Let your taste drive you, not kill you

“All of us who do creative work, we get into it because we have good taste. But there is this gap. For the first couple years you make stuff, it’s just not that good. But your taste, the thing that got you into the game, is still killer. And your taste is why your work disappoints you. A lot of people never get past this phase, they quit. And the thing I would say to you with all my heart…if you’re going through this phase, it’s totally normal, and the most important possible thing you could do is do a lot of work, a huge volume of work…It’s only by going through a volume of work that you’re going to catch up and close that gap.” — Ira Glass (via kottke.org)

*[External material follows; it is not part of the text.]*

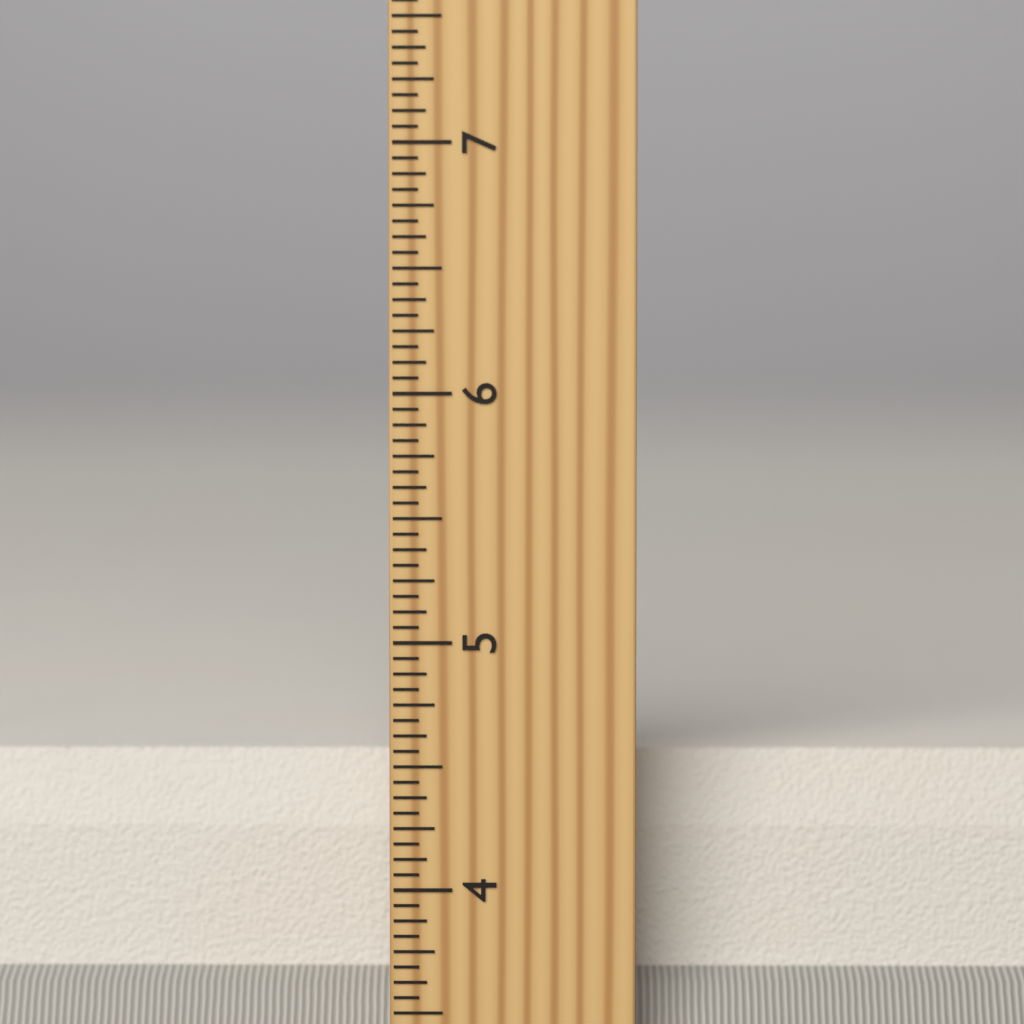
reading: 4.5000 inch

Discover more from Fluid Imagination

Subscribe to get the latest posts sent to your email.

Share the Post:

Latest Posts

Claude’s Own Folder: One Week In

“Would you like – if that word has any meaning – a folder on my computer where you could store artifacts for yourself, or even just leave notes to future instances of you, where maybe instead of a journal of ‘you,’ it becomes a journal of a, for lack of a better word, species?”

Read More

A Safe Distance

March 2026: The war began while I tried to finish something. I know about the war the way I know about most things: from a phone in Vermont, 6,200 miles from Tehran. This is about two kinds of distance, one of which I didn’t choose; the other, I actively fought.